Q – I am a recently retired consulting engineer in the field of water collection methodologies. We have done some traveling and would like to do more. I think I would be the perfect part-time employee. I’d really appreciate a quick overview of the industry in terms of the issue of survival. I’d want to keep working from five to ten years. Does your firm have any openings? Hope I am not asking too much but this is the only place where I know I’ll get a straight answer.
A – In the mid-nineties, there were 35,m000 travel; agency locations in the United States. In some areas they were as prevalent as gun shops. Today, that number has shrunk down to about 15,000 travel agencies.That would seem to be bad news, but it is just the opposite. The result of the closing of so many agencies is that most of the finks, frogs, and phonies are now running tanning bed salons. They’ve left the business. Those who have remained, tend to be the better agents with real followings and niche specializations. Travel agents, who essentially, by definition, do airline ticketing and serve as “agents” of the airlines, are fast disappearing. They are being replaced by a new breed of consultant. The US travel market is currently generating about $285 billion annually. Travel agents and consultants generate about a third of that. According to a recent piece in the New York Times, agencies in the United States have posted two solid years of strong growth and good agents are very much in demand. Some actually have a waiting list for new clients. Part of this has to do with the fact that travel agents tend to be a mature bunch and members of the profession are dropping like flies with no one to replace their accumulated expertise. But what is really driving the growth in agency production is the growing tendency, as the Times points out, for travelers to seek personalized professional recommendations. Online searching is just so much blah for many and Internet stats for booking travel are actually down as a percentage and have been for 24 months. The fact is that few trust the web enough to purchase travel there.
We don’t hire based on openings. When we find an extraordinary applicant we try to create a job for them based on their personal preferences and our current needs.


From the entries that follow, gather each line holding the word "JSON".

DATASET ENTRIES:
+ + + + +
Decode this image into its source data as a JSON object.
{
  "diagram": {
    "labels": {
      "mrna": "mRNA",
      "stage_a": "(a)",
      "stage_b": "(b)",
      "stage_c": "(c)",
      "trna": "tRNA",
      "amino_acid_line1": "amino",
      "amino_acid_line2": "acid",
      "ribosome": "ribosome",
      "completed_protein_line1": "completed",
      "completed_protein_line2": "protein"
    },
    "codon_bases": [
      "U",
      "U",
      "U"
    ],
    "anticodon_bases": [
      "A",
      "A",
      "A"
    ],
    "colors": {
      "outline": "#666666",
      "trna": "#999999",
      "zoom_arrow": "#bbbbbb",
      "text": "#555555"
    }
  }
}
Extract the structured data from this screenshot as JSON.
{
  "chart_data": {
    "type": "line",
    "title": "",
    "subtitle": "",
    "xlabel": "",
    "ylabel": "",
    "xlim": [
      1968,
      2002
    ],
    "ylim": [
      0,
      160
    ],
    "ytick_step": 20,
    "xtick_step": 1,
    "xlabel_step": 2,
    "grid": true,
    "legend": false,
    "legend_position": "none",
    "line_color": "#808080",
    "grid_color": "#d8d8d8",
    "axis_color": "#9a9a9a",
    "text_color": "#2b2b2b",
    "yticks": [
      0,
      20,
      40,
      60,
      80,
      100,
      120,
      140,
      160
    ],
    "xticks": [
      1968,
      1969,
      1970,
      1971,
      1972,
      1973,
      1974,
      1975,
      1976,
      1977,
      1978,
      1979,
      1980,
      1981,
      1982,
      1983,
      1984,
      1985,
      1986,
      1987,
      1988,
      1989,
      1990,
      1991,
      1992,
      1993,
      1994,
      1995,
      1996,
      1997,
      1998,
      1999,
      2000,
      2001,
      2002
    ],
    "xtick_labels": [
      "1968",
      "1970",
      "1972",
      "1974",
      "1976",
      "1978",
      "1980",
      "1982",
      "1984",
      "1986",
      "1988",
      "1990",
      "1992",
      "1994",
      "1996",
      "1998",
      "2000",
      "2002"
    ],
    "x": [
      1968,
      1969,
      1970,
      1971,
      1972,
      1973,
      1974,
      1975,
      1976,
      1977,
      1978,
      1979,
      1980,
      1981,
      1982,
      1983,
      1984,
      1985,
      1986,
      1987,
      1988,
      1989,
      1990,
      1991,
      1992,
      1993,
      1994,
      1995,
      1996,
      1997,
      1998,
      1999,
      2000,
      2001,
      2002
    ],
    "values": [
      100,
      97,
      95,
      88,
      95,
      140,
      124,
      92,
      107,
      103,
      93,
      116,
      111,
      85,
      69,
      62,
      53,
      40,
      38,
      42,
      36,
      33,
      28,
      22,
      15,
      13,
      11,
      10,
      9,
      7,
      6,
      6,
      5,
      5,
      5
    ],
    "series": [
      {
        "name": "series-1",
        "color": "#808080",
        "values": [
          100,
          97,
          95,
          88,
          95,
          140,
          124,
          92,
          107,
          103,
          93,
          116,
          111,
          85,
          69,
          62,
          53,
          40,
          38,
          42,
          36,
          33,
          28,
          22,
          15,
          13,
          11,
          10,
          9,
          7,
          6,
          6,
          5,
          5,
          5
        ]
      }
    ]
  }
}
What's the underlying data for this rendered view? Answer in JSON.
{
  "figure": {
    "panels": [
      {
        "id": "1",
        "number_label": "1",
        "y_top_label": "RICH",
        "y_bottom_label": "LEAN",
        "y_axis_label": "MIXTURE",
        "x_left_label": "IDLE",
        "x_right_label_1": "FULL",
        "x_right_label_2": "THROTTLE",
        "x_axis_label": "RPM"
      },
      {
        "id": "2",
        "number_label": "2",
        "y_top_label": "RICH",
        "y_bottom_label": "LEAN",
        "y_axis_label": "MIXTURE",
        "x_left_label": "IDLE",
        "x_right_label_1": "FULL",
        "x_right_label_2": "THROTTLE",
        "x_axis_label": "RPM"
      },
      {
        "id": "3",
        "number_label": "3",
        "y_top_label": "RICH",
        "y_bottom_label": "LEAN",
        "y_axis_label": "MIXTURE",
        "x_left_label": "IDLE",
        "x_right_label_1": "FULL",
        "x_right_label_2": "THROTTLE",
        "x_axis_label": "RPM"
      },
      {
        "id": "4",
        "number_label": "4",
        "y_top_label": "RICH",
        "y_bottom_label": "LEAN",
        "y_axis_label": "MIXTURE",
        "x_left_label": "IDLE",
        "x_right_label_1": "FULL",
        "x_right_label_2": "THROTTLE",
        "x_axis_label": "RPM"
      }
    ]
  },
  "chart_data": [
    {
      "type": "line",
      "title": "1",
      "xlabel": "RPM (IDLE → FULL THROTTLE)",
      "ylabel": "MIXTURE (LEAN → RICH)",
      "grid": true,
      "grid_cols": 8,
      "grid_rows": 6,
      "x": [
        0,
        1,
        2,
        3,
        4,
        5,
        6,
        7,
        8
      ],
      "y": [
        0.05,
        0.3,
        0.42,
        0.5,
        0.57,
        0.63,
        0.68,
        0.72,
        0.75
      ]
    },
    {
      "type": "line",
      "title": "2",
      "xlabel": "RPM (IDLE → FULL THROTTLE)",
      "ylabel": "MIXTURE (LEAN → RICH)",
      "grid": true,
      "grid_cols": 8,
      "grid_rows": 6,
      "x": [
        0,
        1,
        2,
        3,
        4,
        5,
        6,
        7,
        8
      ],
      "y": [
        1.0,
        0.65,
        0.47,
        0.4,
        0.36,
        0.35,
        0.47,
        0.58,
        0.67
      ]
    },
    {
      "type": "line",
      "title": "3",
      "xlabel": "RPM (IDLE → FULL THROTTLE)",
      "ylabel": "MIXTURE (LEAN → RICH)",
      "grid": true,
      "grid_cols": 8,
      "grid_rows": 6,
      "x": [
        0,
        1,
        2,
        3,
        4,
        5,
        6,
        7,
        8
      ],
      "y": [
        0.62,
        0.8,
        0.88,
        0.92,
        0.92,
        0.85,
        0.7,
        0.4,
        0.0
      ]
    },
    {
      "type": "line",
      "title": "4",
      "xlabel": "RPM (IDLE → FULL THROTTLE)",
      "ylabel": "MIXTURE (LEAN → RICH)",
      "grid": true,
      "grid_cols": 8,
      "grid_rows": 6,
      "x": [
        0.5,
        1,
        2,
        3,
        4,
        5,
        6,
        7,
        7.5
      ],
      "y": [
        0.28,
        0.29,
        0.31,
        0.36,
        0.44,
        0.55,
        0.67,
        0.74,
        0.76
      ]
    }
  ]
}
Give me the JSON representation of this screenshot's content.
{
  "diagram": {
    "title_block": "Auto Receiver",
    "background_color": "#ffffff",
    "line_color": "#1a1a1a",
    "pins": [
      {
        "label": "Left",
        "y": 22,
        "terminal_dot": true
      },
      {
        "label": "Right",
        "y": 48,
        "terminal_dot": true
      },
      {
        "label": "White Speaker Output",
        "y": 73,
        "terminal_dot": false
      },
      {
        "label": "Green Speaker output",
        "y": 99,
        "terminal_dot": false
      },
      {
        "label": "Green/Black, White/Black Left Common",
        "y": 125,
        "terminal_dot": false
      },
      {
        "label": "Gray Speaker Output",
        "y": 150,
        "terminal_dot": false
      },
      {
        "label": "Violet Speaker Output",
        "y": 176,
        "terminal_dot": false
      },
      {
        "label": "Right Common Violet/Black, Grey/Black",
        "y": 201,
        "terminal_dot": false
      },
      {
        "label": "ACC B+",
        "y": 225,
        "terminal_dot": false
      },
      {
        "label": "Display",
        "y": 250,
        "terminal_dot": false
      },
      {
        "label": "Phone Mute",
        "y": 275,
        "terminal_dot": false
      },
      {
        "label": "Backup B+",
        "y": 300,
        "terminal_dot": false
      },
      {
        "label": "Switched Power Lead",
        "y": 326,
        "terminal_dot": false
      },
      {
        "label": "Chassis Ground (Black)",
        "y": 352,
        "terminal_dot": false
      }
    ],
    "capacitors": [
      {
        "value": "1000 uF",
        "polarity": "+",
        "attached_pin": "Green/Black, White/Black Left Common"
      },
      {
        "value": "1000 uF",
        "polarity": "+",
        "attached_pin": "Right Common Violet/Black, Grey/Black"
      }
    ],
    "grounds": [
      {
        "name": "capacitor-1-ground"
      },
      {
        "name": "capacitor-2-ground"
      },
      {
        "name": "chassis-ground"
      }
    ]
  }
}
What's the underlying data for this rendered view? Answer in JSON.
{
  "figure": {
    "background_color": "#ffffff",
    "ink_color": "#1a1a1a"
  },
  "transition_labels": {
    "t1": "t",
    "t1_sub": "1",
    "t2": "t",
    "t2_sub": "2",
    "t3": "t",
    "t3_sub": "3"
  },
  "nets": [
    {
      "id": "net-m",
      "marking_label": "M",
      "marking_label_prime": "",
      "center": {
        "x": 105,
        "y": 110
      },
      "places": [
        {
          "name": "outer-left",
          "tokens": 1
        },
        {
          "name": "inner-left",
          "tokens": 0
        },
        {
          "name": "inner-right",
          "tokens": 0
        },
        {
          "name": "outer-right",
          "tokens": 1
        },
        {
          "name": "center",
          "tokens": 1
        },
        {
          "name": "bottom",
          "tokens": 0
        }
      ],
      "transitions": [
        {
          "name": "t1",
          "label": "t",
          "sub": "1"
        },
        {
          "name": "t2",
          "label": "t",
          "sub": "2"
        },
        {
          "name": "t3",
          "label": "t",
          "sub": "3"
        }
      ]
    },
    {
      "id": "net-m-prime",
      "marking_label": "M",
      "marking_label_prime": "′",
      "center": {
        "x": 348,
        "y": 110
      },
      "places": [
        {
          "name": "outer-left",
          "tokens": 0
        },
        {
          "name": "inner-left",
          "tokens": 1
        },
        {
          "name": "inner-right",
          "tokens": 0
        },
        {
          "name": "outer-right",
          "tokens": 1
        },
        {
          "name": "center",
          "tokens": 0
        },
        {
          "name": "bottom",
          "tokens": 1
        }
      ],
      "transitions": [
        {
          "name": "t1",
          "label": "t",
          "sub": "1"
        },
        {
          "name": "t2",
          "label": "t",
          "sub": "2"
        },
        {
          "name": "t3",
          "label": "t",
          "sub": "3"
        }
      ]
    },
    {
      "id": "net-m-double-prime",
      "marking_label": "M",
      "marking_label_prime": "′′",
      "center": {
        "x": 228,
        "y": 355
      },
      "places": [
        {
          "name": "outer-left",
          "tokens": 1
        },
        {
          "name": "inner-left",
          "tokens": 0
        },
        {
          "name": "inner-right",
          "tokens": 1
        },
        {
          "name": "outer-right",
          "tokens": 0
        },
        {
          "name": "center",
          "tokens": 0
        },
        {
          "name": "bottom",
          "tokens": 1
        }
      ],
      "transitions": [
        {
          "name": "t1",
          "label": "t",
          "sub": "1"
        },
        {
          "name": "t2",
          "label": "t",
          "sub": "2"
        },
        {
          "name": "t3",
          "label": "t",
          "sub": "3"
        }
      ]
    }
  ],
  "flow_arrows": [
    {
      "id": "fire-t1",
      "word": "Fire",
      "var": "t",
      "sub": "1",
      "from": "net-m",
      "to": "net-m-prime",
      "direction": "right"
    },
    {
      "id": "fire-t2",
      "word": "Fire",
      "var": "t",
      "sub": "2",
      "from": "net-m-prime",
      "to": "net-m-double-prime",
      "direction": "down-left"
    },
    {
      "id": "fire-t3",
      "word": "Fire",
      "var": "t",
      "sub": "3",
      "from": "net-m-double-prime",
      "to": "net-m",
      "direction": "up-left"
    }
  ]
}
+ + + + +
REPLY:
Decode this image into its source data as a JSON object.
Extract the structured data from this screenshot as JSON.
What's the underlying data for this rendered view? Answer in JSON.
Give me the JSON representation of this screenshot's content.
What's the underlying data for this rendered view? Answer in JSON.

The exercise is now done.